By making the rollout phased and reversible, you reduce perceived risk.

Linear provides a clear guide on how to do this practically.

The One-Page Business Case Template

Copy, paste or save yourself a heap of time by asking Riff to prepare the business case for you, completely custom to your org.

Request for Approval: Move to Linear for Engineering & Product Workflows

1. Problem / Current State
Our team currently relies on a mix of tools (____). This leads to:

  • X hours/week spent updating or requesting status

  • Unclear ownership of issues and roadmap items

  • Slow or inconsistent sprint progress visibility

  • Duplicate work and preventable delays

  • Increased coordination overhead as we scale

  • [concrete examples where you can point to the current process as a good part of an real issue]

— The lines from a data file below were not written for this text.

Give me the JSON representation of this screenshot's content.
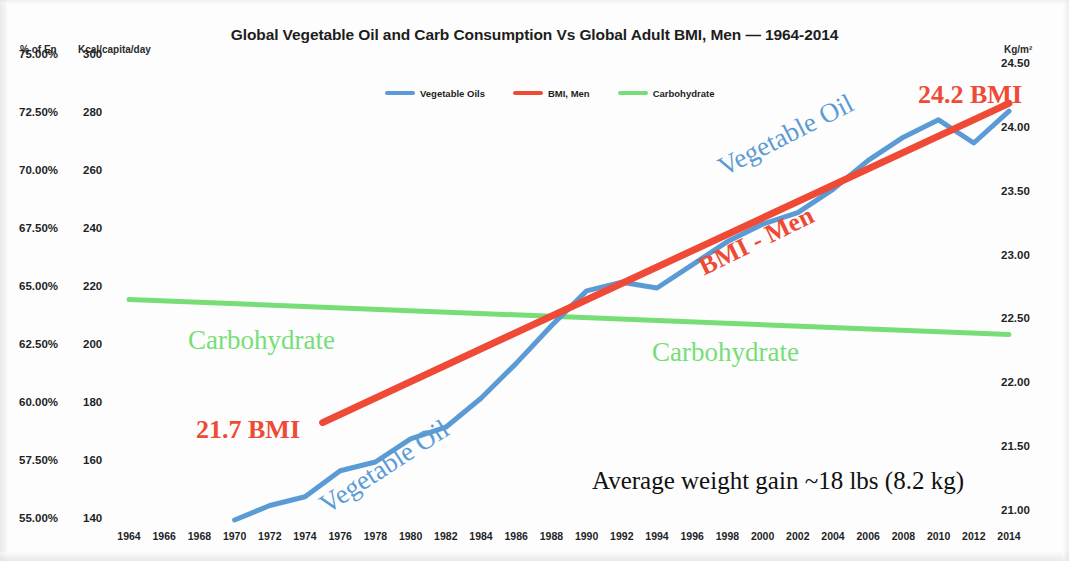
{
  "chart_data": {
    "type": "line",
    "title": "Global Vegetable Oil and Carb Consumption Vs Global Adult BMI, Men — 1964-2014",
    "xlabel": "",
    "grid": false,
    "legend_position": "top-center",
    "x": [
      1964,
      1966,
      1968,
      1970,
      1972,
      1974,
      1976,
      1978,
      1980,
      1982,
      1984,
      1986,
      1988,
      1990,
      1992,
      1994,
      1996,
      1998,
      2000,
      2002,
      2004,
      2006,
      2008,
      2010,
      2012,
      2014
    ],
    "axes": {
      "left_primary": {
        "label": "% of En",
        "ticks": [
          "75.00%",
          "72.50%",
          "70.00%",
          "67.50%",
          "65.00%",
          "62.50%",
          "60.00%",
          "57.50%",
          "55.00%"
        ],
        "values": [
          75.0,
          72.5,
          70.0,
          67.5,
          65.0,
          62.5,
          60.0,
          57.5,
          55.0
        ],
        "lim": [
          55.0,
          75.0
        ]
      },
      "left_secondary": {
        "label": "Kcal/capita/day",
        "ticks": [
          "300",
          "280",
          "260",
          "240",
          "220",
          "200",
          "180",
          "160",
          "140"
        ],
        "values": [
          300,
          280,
          260,
          240,
          220,
          200,
          180,
          160,
          140
        ],
        "lim": [
          140,
          300
        ]
      },
      "right": {
        "label": "Kg/m²",
        "ticks": [
          "24.50",
          "24.00",
          "23.50",
          "23.00",
          "22.50",
          "22.00",
          "21.50",
          "21.00"
        ],
        "values": [
          24.5,
          24.0,
          23.5,
          23.0,
          22.5,
          22.0,
          21.5,
          21.0
        ],
        "lim": [
          21.0,
          24.5
        ]
      }
    },
    "series": [
      {
        "name": "Vegetable Oils",
        "color": "#5b9bd5",
        "unit": "Kcal/capita/day",
        "x": [
          1970,
          1972,
          1974,
          1976,
          1978,
          1980,
          1982,
          1984,
          1986,
          1988,
          1990,
          1992,
          1994,
          1996,
          1998,
          2000,
          2002,
          2004,
          2006,
          2008,
          2010,
          2012,
          2014
        ],
        "values": [
          140,
          145,
          148,
          157,
          160,
          168,
          172,
          182,
          194,
          207,
          219,
          222,
          220,
          228,
          236,
          242,
          246,
          254,
          264,
          272,
          278,
          270,
          281
        ]
      },
      {
        "name": "BMI, Men",
        "color": "#ef4a35",
        "unit": "Kg/m²",
        "x": [
          1975,
          2014
        ],
        "values": [
          21.7,
          24.2
        ],
        "endpoint_labels": [
          "21.7 BMI",
          "24.2 BMI"
        ]
      },
      {
        "name": "Carbohydrate",
        "color": "#77dd77",
        "unit": "% of En",
        "x": [
          1964,
          2014
        ],
        "values": [
          64.5,
          63.0
        ]
      }
    ],
    "legend": [
      {
        "label": "Vegetable Oils",
        "color": "#5b9bd5"
      },
      {
        "label": "BMI, Men",
        "color": "#ef4a35"
      },
      {
        "label": "Carbohydrate",
        "color": "#77dd77"
      }
    ],
    "annotations": [
      {
        "text": "24.2 BMI",
        "color": "#ef4a35",
        "style": "bmi"
      },
      {
        "text": "21.7 BMI",
        "color": "#ef4a35",
        "style": "bmi"
      },
      {
        "text": "Vegetable Oil",
        "color": "#5b9bd5",
        "style": "veg"
      },
      {
        "text": "Vegetable Oil",
        "color": "#5b9bd5",
        "style": "veg"
      },
      {
        "text": "BMI - Men",
        "color": "#ef4a35",
        "style": "bmi"
      },
      {
        "text": "Carbohydrate",
        "color": "#77dd77",
        "style": "carb"
      },
      {
        "text": "Carbohydrate",
        "color": "#77dd77",
        "style": "carb"
      },
      {
        "text": "Average weight gain ~18 lbs (8.2 kg)",
        "color": "#111111",
        "style": "weight"
      }
    ]
  }
}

2. Proposed Solution: Linear
Adopting Linear will:

  • Centralize roadmap, cycles, and tasks

  • Automate updates and reduce manual admin

  • Improve delivery speed and surfacing of blockers

  • Provide real-time progress visibility for leadership

  • Save an estimated X–Y hours per team member per month

3. Options Considered

  • Status Quo: Inefficiencies and delays persist

  • Other Tools: [List limitations clearly]

  • Recommended: Linear for its speed, simplicity, automation, and fit for engineering teams

4. Cost and ROI

  • Estimated annual cost: $X

  • Estimated saving on current costs: $X [if relevant]

  • Estimated productivity gain: X hours/month

  • Value of time regained: $X/month

  • Additional benefits: improved predictability, fewer delays, reduced coordination overhead

  • Expected ROI: within X months

5. Implementation Plan

In March we propose trialling Linear with the Payments team - 10 developers, 1 PM and 1 designer. We will replicate our current projects and tickets from Jira into Linear (expecting this will take less than 2 hours). We will trial linear for 4 sprints and report back on whether our assumption on time savings, ease of use and speed to ship are realised.

Plan:
Week 1: Create core projects, set up cycles, import issues
Week 2: Pilot with one squad (engineering + PM + design) for 4 sprints
Week 3: Roll out templates, automation, and integrations
Week 8: Approval stage gate: Expand to full team

6. Recommendation
Approve an 8 week trial before approving a 12-month Linear subscription to reduce inefficiency, increase velocity, and support scalable product delivery - saving [$X per annum].

Riff Helps You Get a Decision Faster

Most AI tools give you fluffy irrelevant text you still have to rewrite. Riff helps you stress-test assumptions, it asks the questions your manager will so you look 10x more prepared, you can involve multiple collaborators and build a polished, manager-ready business case in minutes.